Luke 20 27–38

The Sadducees did not believe that people would rise to life after death. So some of them came to Jesus and said:
“Teacher, Moses wrote that if a married man dies and has no children, his brother should marry the widow. Their first son would then be thought of as the son of the dead brother. There were once seven brothers. The first one married, but died without having any children. The second one married his brother’s widow, and he also died without having any children. The same thing happened to the third one. Finally, all seven brothers married that woman and died without having any children. At last the woman died. When God raises people from death, whose wife will this woman be?  All seven brothers had married her”.

Jesus answered:
“The people in this world get married. But in the future world no one who is worthy to rise from death will either marry or die. They will be like the angels and will be God’s children, because they have been raised to life.

In the story about the burning bush, Moses clearly shows that people will live again – he said, The Lord is the God worshiped by Abraham, Isaac, and Jacob. So the Lord isn’t the God of the dead, but of the living. This means that everyone is alive as far as God is concerned.”

Gospel Reflection

Such challenges were common in the synagogues as the Jews debated the words of the Torah. They would justify their stance claiming the name of Moses and so it would begin. This is a convoluted challenge by a group of people who do not even believe in an afterlife. So this question is simply meant to confuse matters; Jesus’ answer seems to confuse matters even more.

We may be disturbed by the idea that we won’t be spending eternity with those that we love. The Sadducees, in the world they represent, are not talking about a loving relationship, but dutiful ownership. The widow is passed from one to another as property; a legal obligation to avoid being abandoned to poverty. Whose property will she be in the afterlife?

If Jesus takes this challenge at all seriously it is only to address this one failing of humanity – the failure to love others as we love ourselves; to make caring for others an obligation rather than a privilege. In his reply, Jesus assures those whose lives are not their own that life in God will be a life of eternal and loving freedom.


# Your assignment
When you repeat the records, keep every word exact and drop each picture.

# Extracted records

>>>

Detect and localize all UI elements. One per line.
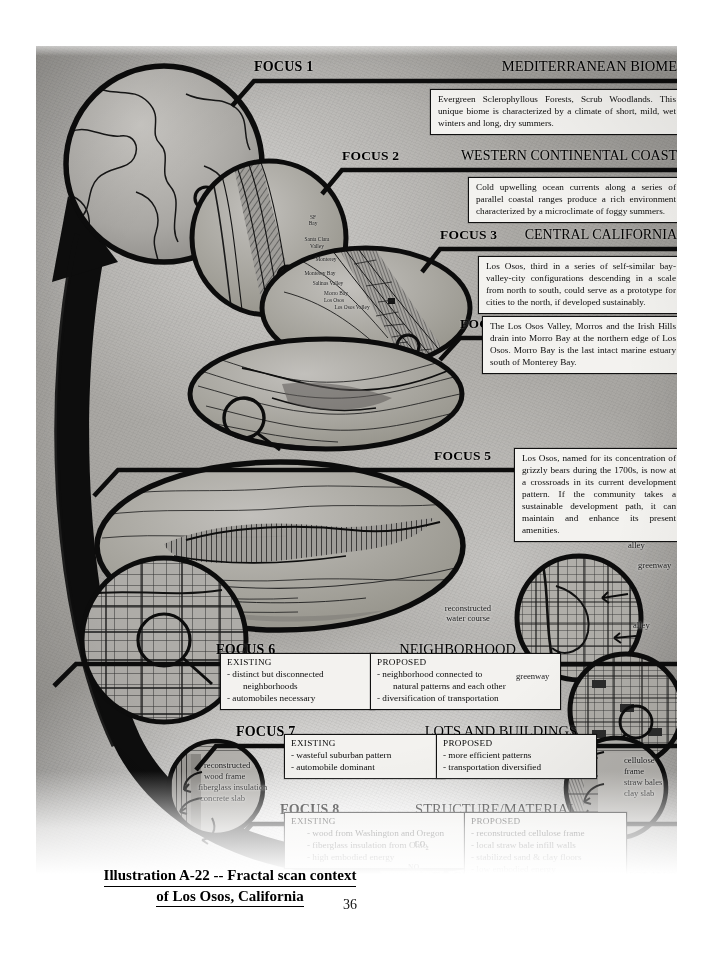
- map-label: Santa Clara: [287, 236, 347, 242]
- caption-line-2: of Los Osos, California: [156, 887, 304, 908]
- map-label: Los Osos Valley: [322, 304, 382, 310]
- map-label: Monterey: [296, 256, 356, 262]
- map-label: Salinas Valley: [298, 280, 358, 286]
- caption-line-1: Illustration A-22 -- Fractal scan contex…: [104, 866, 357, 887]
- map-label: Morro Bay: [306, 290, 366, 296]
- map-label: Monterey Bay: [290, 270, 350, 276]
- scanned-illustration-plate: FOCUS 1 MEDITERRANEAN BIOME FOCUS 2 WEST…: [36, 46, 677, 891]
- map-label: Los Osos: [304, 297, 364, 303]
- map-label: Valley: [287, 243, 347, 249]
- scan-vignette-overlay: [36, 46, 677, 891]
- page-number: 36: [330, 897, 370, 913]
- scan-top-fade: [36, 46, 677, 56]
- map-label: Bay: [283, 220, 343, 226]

<<<

# Answer section
Detect and localize all UI elements. One per line.
- map-label: Santa Clara: [287, 236, 347, 242]
- caption-line-2: of Los Osos, California: [156, 887, 304, 908]
- map-label: Los Osos Valley: [322, 304, 382, 310]
- map-label: Monterey: [296, 256, 356, 262]
- map-label: Salinas Valley: [298, 280, 358, 286]
- caption-line-1: Illustration A-22 -- Fractal scan contex…: [104, 866, 357, 887]
- map-label: Morro Bay: [306, 290, 366, 296]
- map-label: Monterey Bay: [290, 270, 350, 276]
- scanned-illustration-plate: FOCUS 1 MEDITERRANEAN BIOME FOCUS 2 WEST…: [36, 46, 677, 891]
- map-label: Los Osos: [304, 297, 364, 303]
- map-label: Valley: [287, 243, 347, 249]
- scan-vignette-overlay: [36, 46, 677, 891]
- page-number: 36: [330, 897, 370, 913]
- scan-top-fade: [36, 46, 677, 56]
- map-label: Bay: [283, 220, 343, 226]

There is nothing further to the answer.